President must fulfill duties
Published 11:46 am Friday, November 4, 2016
This week, the long denied Chicago Cubs won the World Series, thereby denying the long denied Cleveland Indians the series victory. It was a wonderful series and a great game seven. Not only were the talents of some of the best young players in baseball showcased, the talents of two excellent Managers were constantly on display in what was the ultimate chess game of moves and counter moves.
It is complicated to manage a professional baseball team and requires skills developed and honed over several years, most often over decades. With the recent advent of analytics in professional baseball, the sport has become more science than art, and all for the better.
If baseball management is complicated, then how complicated is leading the worlds’ largest economy and most powerful, nation?
Americans are about to pick one person to do that job, a job where about 50 percent of the people are always less than happy with the direction of the country and the other 50 percent want progress to come faster. We call them Republicans and Democrats.
For starters, the American president has relations with 180 nations and their leaders through both the State Department and direct contacts. That part of the job requires familiarity with cultural and historical differences and factors, political alignments and threats, and language issues. Longstanding partnerships with other nations infuse our history with contacts and commitments that must be honored and expanded through trust and strength.
Then the U.S. president must lead the most powerful and complex military force ever to exist, in its structure and impact upon a world often at the edge of war. The American president must know and act to reserve our greatest treasure, our young men and women in the service of their nation, until it is absolutely necessary to commit them on behalf of American values.
Domestically, our president must navigate the complexities of our political system that is currently in a state of prolonged disrepair. In order to move the nation forward, the president must find paths where all parties advance their goals and the American people are the ultimate winners of progress and change.
The president must know and understand how legislation is created and passed, not by a textbook definition, but by an awareness of the levers of power in Congress and how to find partners in legislating where enemies are easier to see.
At a time when the senate has acted irresponsibility by failing to consider a candidate for the Supreme Court, the next president must find a path forward that protects the independence of the third branch of government, while adding a Justice that represents the American people, not the powerful special interests that surround Washington with lobbyists.
Then, our president must, on all too many occasions, be empathetic enough to speak to tragedy with a voice that comes from all of us, and to speak to attacks on our nation with a clarity that cannot be mistaken.
Finally, our president must stand above the pettiness that all too often drives Washington, and speak to our greatness with a reminder of the possible and a vision that rises above the political din.
Next week you must decide if Hillary Clinton may best be able to fill the job or Donald Trump better meets the needs and demands of the presidency.
But keep in mind, you should no sooner set aside these qualifications in favor of risking the nation to one not qualified than you would expect the Cubs to hire a high school coach to manage the team.
In both cases, the job is far too important and complex than to waste the skills, talents and ambitions of all of Americans with a leader who is less than able to rise to the demands of the U.S. presidency.
Jim Crawford if a retired educator and political enthusiast living here in the Tri-State.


Every line below that mentions the word "Contraction" should be copied out.

>>>>>

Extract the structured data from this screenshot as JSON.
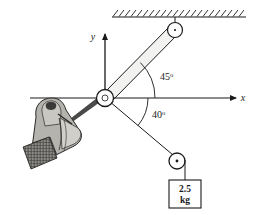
{
  "figure": {
    "title": "",
    "type": "mechanics-free-body-diagram",
    "axes": {
      "x_label": "x",
      "y_label": "y"
    },
    "angles": [
      {
        "value": "45",
        "unit": "o",
        "name": "bar-angle-above-x-axis"
      },
      {
        "value": "40",
        "unit": "o",
        "name": "cord-angle-below-x-axis"
      }
    ],
    "load": {
      "mass_value": "2.5",
      "mass_unit": "kg"
    },
    "parts": {
      "ceiling": "hatched-fixed-support",
      "top_pin": "pin-joint",
      "bar": "rigid-link",
      "hub": "ankle-joint-hub",
      "lower_pulley": "pulley",
      "weight_box": "hanging-mass-block",
      "limb": "foot-in-sock"
    },
    "colors": {
      "stroke": "#1a1a1a",
      "background": "#ffffff",
      "limb_fill": "#b5b3ae",
      "limb_fill_light": "#d6d4cf",
      "metal_fill": "#e8e8e6"
    }
  }
}
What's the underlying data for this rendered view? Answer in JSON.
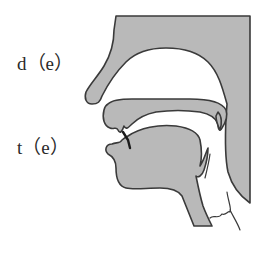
{
  "figure": {
    "labels": {
      "voiced": "d（e）",
      "voiceless": "t（e）"
    },
    "parts": [
      "upper-lip-nose",
      "hard-palate",
      "velum",
      "upper-teeth",
      "tongue",
      "lower-lip-jaw",
      "pharynx-wall",
      "epiglottis",
      "larynx"
    ],
    "colors": {
      "tissue_fill": "#b9b9b9",
      "outline": "#3a3a3a",
      "background": "#ffffff",
      "text": "#2a2a2a"
    }
  }
}
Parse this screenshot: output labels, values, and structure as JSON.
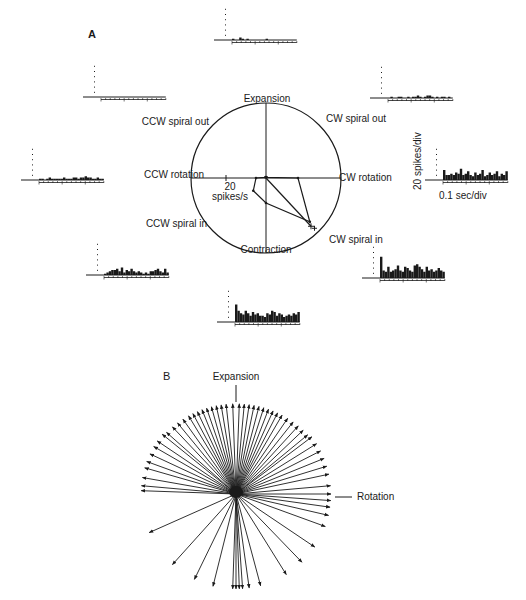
{
  "chart_data": [
    {
      "type": "polar",
      "panel_label": "A",
      "title": "Direction tuning of spiral-space stimuli",
      "directions": [
        "Expansion",
        "CW spiral out",
        "CW rotation",
        "CW spiral in",
        "Contraction",
        "CCW spiral in",
        "CCW rotation",
        "CCW spiral out"
      ],
      "angles_deg": [
        90,
        45,
        0,
        -45,
        -90,
        -135,
        180,
        135
      ],
      "scale_label_value": "20",
      "scale_label_unit": "spikes/s",
      "polygon_values_spikes_per_s": [
        1,
        1,
        32,
        62,
        25,
        18,
        10,
        1
      ],
      "vector_label": "preferred direction",
      "vector_angle_deg": -47,
      "vector_magnitude": 66,
      "circle_radius_spikes_per_s": 75,
      "histograms": [
        {
          "direction": "Expansion",
          "bins": [
            1,
            0,
            0,
            2,
            1,
            0,
            1,
            0,
            0,
            0,
            0,
            0,
            0,
            0,
            1,
            0,
            0,
            0,
            0,
            0,
            0,
            0,
            0,
            0,
            0,
            0,
            0
          ]
        },
        {
          "direction": "CW spiral out",
          "bins": [
            0,
            1,
            0,
            0,
            1,
            1,
            0,
            0,
            1,
            0,
            1,
            1,
            2,
            1,
            0,
            1,
            2,
            2,
            1,
            0,
            1,
            0,
            1,
            1,
            0,
            1,
            0
          ]
        },
        {
          "direction": "CW rotation",
          "bins": [
            8,
            4,
            4,
            5,
            4,
            6,
            5,
            9,
            4,
            5,
            7,
            4,
            3,
            6,
            4,
            5,
            8,
            3,
            4,
            6,
            4,
            5,
            7,
            3,
            5,
            4,
            7
          ]
        },
        {
          "direction": "CW spiral in",
          "bins": [
            17,
            6,
            5,
            9,
            5,
            6,
            7,
            10,
            6,
            5,
            9,
            8,
            6,
            5,
            10,
            11,
            9,
            7,
            5,
            9,
            6,
            7,
            5,
            6,
            8,
            6,
            5
          ]
        },
        {
          "direction": "Contraction",
          "bins": [
            14,
            9,
            7,
            6,
            9,
            7,
            5,
            8,
            6,
            7,
            5,
            5,
            4,
            7,
            6,
            9,
            8,
            5,
            7,
            6,
            4,
            5,
            6,
            5,
            7,
            6,
            8
          ]
        },
        {
          "direction": "CCW spiral in",
          "bins": [
            1,
            2,
            3,
            4,
            4,
            5,
            3,
            6,
            2,
            4,
            3,
            5,
            3,
            2,
            3,
            2,
            1,
            2,
            1,
            3,
            3,
            4,
            5,
            3,
            2,
            5,
            2
          ]
        },
        {
          "direction": "CCW rotation",
          "bins": [
            1,
            1,
            0,
            1,
            2,
            1,
            1,
            1,
            1,
            1,
            2,
            1,
            1,
            1,
            2,
            2,
            1,
            2,
            2,
            3,
            2,
            2,
            1,
            1,
            2,
            1,
            1
          ]
        },
        {
          "direction": "CCW spiral out",
          "bins": [
            0,
            0,
            0,
            0,
            0,
            0,
            0,
            0,
            0,
            0,
            0,
            0,
            0,
            0,
            0,
            0,
            0,
            0,
            0,
            0,
            0,
            0,
            0,
            0,
            0,
            0,
            0
          ]
        }
      ],
      "scale_bar": {
        "y_label": "20 spikes/div",
        "x_label": "0.1 sec/div"
      }
    },
    {
      "type": "vector",
      "panel_label": "B",
      "labels": {
        "up": "Expansion",
        "right": "Rotation"
      },
      "vectors_deg": [
        92,
        96,
        99,
        102,
        105,
        108,
        111,
        114,
        117,
        120,
        88,
        85,
        82,
        79,
        76,
        73,
        70,
        67,
        64,
        61,
        124,
        128,
        132,
        137,
        141,
        146,
        150,
        155,
        160,
        164,
        170,
        175,
        178,
        57,
        53,
        49,
        45,
        41,
        37,
        32,
        27,
        22,
        17,
        12,
        5,
        0,
        -4,
        -8,
        -13,
        -20,
        -34,
        -46,
        -58,
        -75,
        -82,
        -86,
        -88,
        -90,
        -92,
        -104,
        -116,
        -132,
        -156
      ],
      "vectors_len": [
        1,
        1,
        1,
        1,
        1,
        1,
        1,
        1,
        1,
        1,
        1,
        1,
        1,
        1,
        1,
        1,
        1,
        1,
        1,
        1,
        1,
        1,
        1,
        1,
        1,
        1,
        1,
        1,
        1,
        1,
        1,
        1,
        1,
        1,
        1,
        1,
        1,
        1,
        1,
        1,
        1,
        1,
        1,
        1,
        1,
        1,
        1,
        1,
        1,
        1,
        1,
        1,
        1,
        1,
        1,
        1,
        1,
        1,
        1,
        1,
        1,
        1,
        1
      ]
    }
  ]
}
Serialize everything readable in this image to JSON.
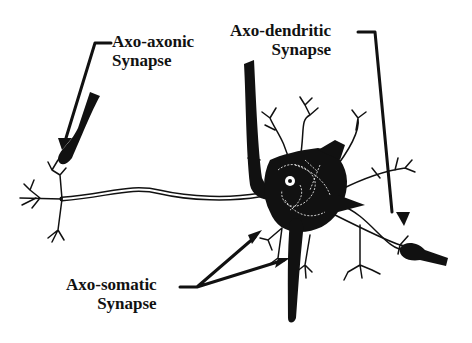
{
  "diagram": {
    "type": "neuron-synapse-types",
    "colors": {
      "ink": "#111111",
      "background": "#ffffff",
      "highlight": "#ffffff"
    },
    "labels": {
      "axo_axonic": {
        "line1": "Axo-axonic",
        "line2": "Synapse"
      },
      "axo_dendritic": {
        "line1": "Axo-dendritic",
        "line2": "Synapse"
      },
      "axo_somatic": {
        "line1": "Axo-somatic",
        "line2": "Synapse"
      }
    },
    "components": [
      "neuron-cell-body",
      "nucleus",
      "dendrites",
      "myelinated-axon",
      "axon-terminals",
      "presynaptic-axons"
    ]
  }
}
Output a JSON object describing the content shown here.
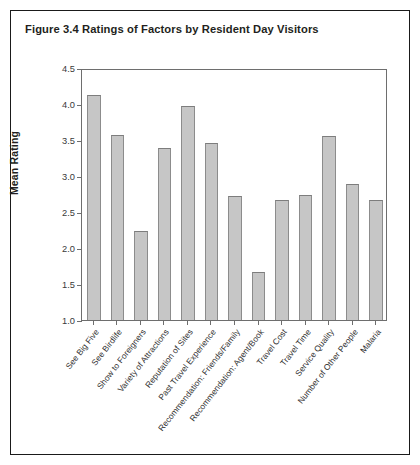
{
  "figure": {
    "title": "Figure 3.4  Ratings of Factors by Resident Day Visitors"
  },
  "chart_data": {
    "type": "bar",
    "title": "Figure 3.4  Ratings of Factors by Resident Day Visitors",
    "xlabel": "",
    "ylabel": "Mean Rating",
    "ylim": [
      1.0,
      4.5
    ],
    "yticks": [
      "1.0",
      "1.5",
      "2.0",
      "2.5",
      "3.0",
      "3.5",
      "4.0",
      "4.5"
    ],
    "ytick_values": [
      1.0,
      1.5,
      2.0,
      2.5,
      3.0,
      3.5,
      4.0,
      4.5
    ],
    "grid": false,
    "legend": null,
    "bar_color": "#c6c6c6",
    "bar_edge_color": "#8c8c8c",
    "categories": [
      "See Big Five",
      "See Birdlife",
      "Show to Foreigners",
      "Variety of Attractions",
      "Reputation of Sites",
      "Past Travel Experience",
      "Recommendation: Friends/Family",
      "Recommendation: Agent/Book",
      "Travel Cost",
      "Travel Time",
      "Service Quality",
      "Number of Other People",
      "Malaria"
    ],
    "values": [
      4.13,
      3.57,
      2.23,
      3.39,
      3.97,
      3.46,
      2.72,
      1.66,
      2.66,
      2.74,
      3.55,
      2.89,
      2.66
    ]
  }
}
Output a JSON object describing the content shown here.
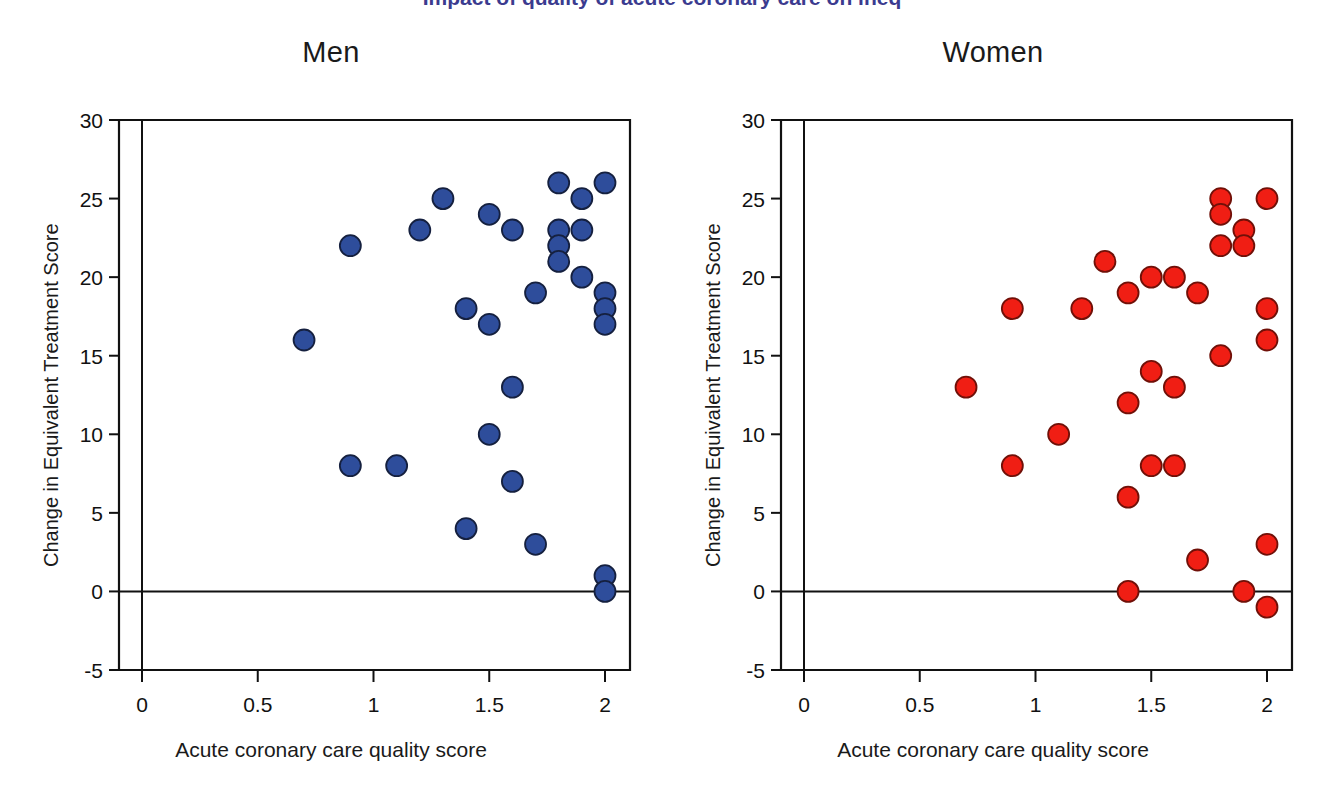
{
  "figure": {
    "cut_off_header": "Impact of quality of acute coronary care on ineq",
    "background": "#ffffff"
  },
  "axes": {
    "x_label": "Acute coronary care quality score",
    "y_label": "Change in Equivalent Treatment Score",
    "x_ticks": [
      "0",
      "0.5",
      "1",
      "1.5",
      "2"
    ],
    "x_tick_values": [
      0,
      0.5,
      1,
      1.5,
      2
    ],
    "y_ticks": [
      "-5",
      "0",
      "5",
      "10",
      "15",
      "20",
      "25",
      "30"
    ],
    "y_tick_values": [
      -5,
      0,
      5,
      10,
      15,
      20,
      25,
      30
    ],
    "xlim": [
      -0.1,
      2.1
    ],
    "ylim": [
      -5,
      30
    ],
    "zero_line": true,
    "grid": false
  },
  "panels": [
    {
      "id": "men",
      "title": "Men",
      "color": "#2e4d9b",
      "edge": "#15203f"
    },
    {
      "id": "women",
      "title": "Women",
      "color": "#f01e14",
      "edge": "#701008"
    }
  ],
  "chart_data": [
    {
      "type": "scatter",
      "title": "Men",
      "xlabel": "Acute coronary care quality score",
      "ylabel": "Change in Equivalent Treatment Score",
      "xlim": [
        -0.1,
        2.1
      ],
      "ylim": [
        -5,
        30
      ],
      "marker_color": "#2e4d9b",
      "marker_edge_color": "#15203f",
      "grid": false,
      "legend": "none",
      "points": [
        {
          "x": 0.7,
          "y": 16
        },
        {
          "x": 0.9,
          "y": 22
        },
        {
          "x": 0.9,
          "y": 8
        },
        {
          "x": 1.1,
          "y": 8
        },
        {
          "x": 1.2,
          "y": 23
        },
        {
          "x": 1.3,
          "y": 25
        },
        {
          "x": 1.4,
          "y": 18
        },
        {
          "x": 1.4,
          "y": 4
        },
        {
          "x": 1.5,
          "y": 24
        },
        {
          "x": 1.5,
          "y": 17
        },
        {
          "x": 1.5,
          "y": 10
        },
        {
          "x": 1.6,
          "y": 23
        },
        {
          "x": 1.6,
          "y": 13
        },
        {
          "x": 1.6,
          "y": 7
        },
        {
          "x": 1.7,
          "y": 19
        },
        {
          "x": 1.7,
          "y": 3
        },
        {
          "x": 1.8,
          "y": 26
        },
        {
          "x": 1.8,
          "y": 23
        },
        {
          "x": 1.8,
          "y": 22
        },
        {
          "x": 1.8,
          "y": 21
        },
        {
          "x": 1.9,
          "y": 25
        },
        {
          "x": 1.9,
          "y": 23
        },
        {
          "x": 1.9,
          "y": 20
        },
        {
          "x": 2.0,
          "y": 26
        },
        {
          "x": 2.0,
          "y": 19
        },
        {
          "x": 2.0,
          "y": 18
        },
        {
          "x": 2.0,
          "y": 17
        },
        {
          "x": 2.0,
          "y": 1
        },
        {
          "x": 2.0,
          "y": 0
        }
      ]
    },
    {
      "type": "scatter",
      "title": "Women",
      "xlabel": "Acute coronary care quality score",
      "ylabel": "Change in Equivalent Treatment Score",
      "xlim": [
        -0.1,
        2.1
      ],
      "ylim": [
        -5,
        30
      ],
      "marker_color": "#f01e14",
      "marker_edge_color": "#701008",
      "grid": false,
      "legend": "none",
      "points": [
        {
          "x": 0.7,
          "y": 13
        },
        {
          "x": 0.9,
          "y": 18
        },
        {
          "x": 0.9,
          "y": 8
        },
        {
          "x": 1.1,
          "y": 10
        },
        {
          "x": 1.2,
          "y": 18
        },
        {
          "x": 1.3,
          "y": 21
        },
        {
          "x": 1.4,
          "y": 19
        },
        {
          "x": 1.4,
          "y": 12
        },
        {
          "x": 1.4,
          "y": 6
        },
        {
          "x": 1.4,
          "y": 0
        },
        {
          "x": 1.5,
          "y": 20
        },
        {
          "x": 1.5,
          "y": 14
        },
        {
          "x": 1.5,
          "y": 8
        },
        {
          "x": 1.6,
          "y": 20
        },
        {
          "x": 1.6,
          "y": 13
        },
        {
          "x": 1.6,
          "y": 8
        },
        {
          "x": 1.7,
          "y": 19
        },
        {
          "x": 1.7,
          "y": 2
        },
        {
          "x": 1.8,
          "y": 25
        },
        {
          "x": 1.8,
          "y": 24
        },
        {
          "x": 1.8,
          "y": 22
        },
        {
          "x": 1.8,
          "y": 15
        },
        {
          "x": 1.9,
          "y": 23
        },
        {
          "x": 1.9,
          "y": 22
        },
        {
          "x": 1.9,
          "y": 0
        },
        {
          "x": 2.0,
          "y": 25
        },
        {
          "x": 2.0,
          "y": 18
        },
        {
          "x": 2.0,
          "y": 16
        },
        {
          "x": 2.0,
          "y": 3
        },
        {
          "x": 2.0,
          "y": -1
        }
      ]
    }
  ]
}
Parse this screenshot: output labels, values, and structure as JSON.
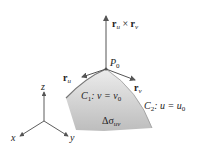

<<<<<

• EXERCISE SOLUTION
        "Contraction",
          "direction": "Contraction",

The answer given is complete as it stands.